Homepage Forums My Favorite New Color Feature in Resolve 16: The Adjustment Clip


  • Ron
    Guest

    Outstanding job. Super thorough and well done arguments.
    Thanks.


  • Joey D’Anna
    Guest

    Thanks Ron!


  • Scott Stacy
    Guest

    Awesome Insight, Joey. When we were dinking around with this at NAB, I was really excited about it. Thanks for diving in deep and demonstrating all it has to offer!


  • Jose S
    Guest

    It would be really awesome to be able to add the adjustment clip from the color page! With the timeline opened, it could be as easy as select an in and out poin (*since we can now in define a custom loop region) and right click to find the option to add adjustment clip in the sub menu, which would place an adjustment clip over any clip within the previously selected in and out points.


  • Pat Inhofer
    Guest

    My feature request: Similar to the new Cut Page, let us modify Adjustment Clips from the Color page’s mini-timeline.


  • Warwick Field ACS
    Guest

    Hey Joey. In this insight you say that the adjustment clip acts exactly the same as any clip in the Color Page. But how do you use Keyframes? When playing through the adjustment clip, the playhead doesn’t move across the keyframe panel and I can’t add KF’s. Back in Edit I can add a transition or fade but how would I add complex key framing? This is in context where I would want an effect to occur across the top of several clips. I feel like I’m missing something obvious here and maybe I’m coming at it the wrong way. Thanks


  • Warwick Field ACS
    Guest

    Yes please. That would save a few steps.


  • Steve B
    Guest

    Hi Joey. Great insight.
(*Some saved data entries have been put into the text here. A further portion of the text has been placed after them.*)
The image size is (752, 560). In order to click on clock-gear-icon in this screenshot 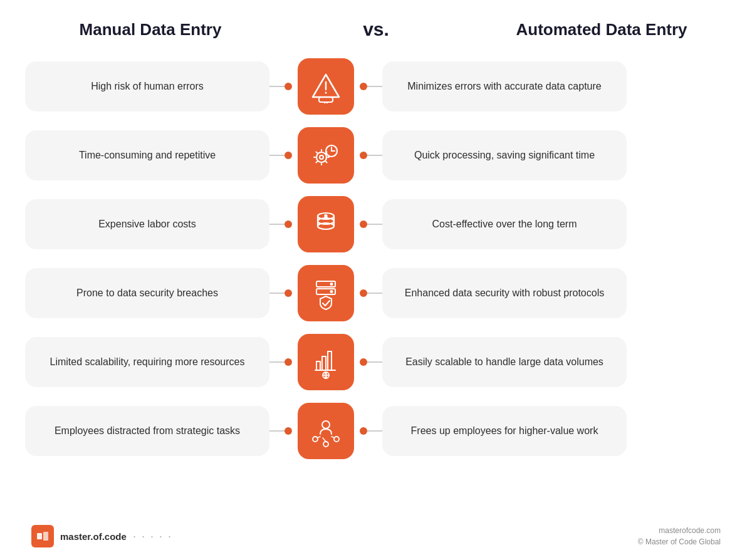, I will do `click(326, 155)`.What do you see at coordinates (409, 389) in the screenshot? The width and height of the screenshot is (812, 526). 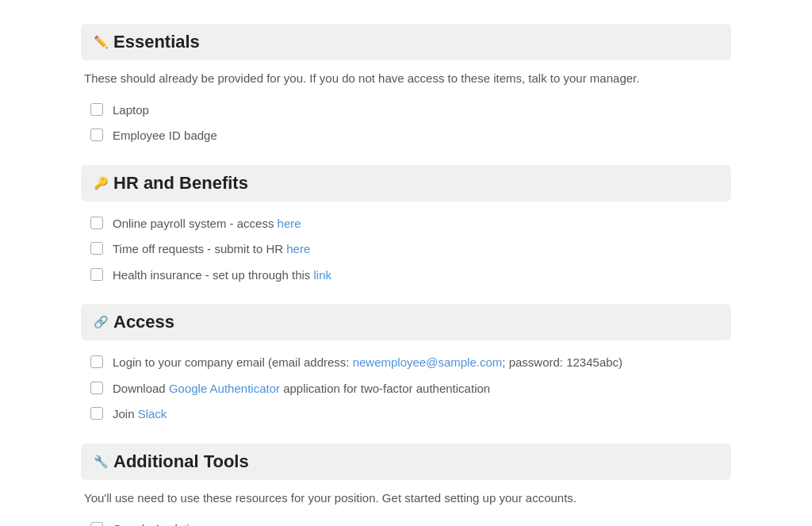 I see `list-item: Download Google Authenticator applicatio…` at bounding box center [409, 389].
I have a possible use case. I currently make different Timelines for each Output Colour Space HDR, SDR, XYZ. The down side is if I have to wait for sign of from the client on the main deliverable before starting the next deliverable or update each grade change or resize on each timeline. Could I use an adjustment layer with a Colour Space Transform for each output. so any changes below the adjustment layers will automatically update to each layer. Then I can toggle Video tracks on off depending on my output. Presumably in the Project settings colour page I could set OCS to bypass.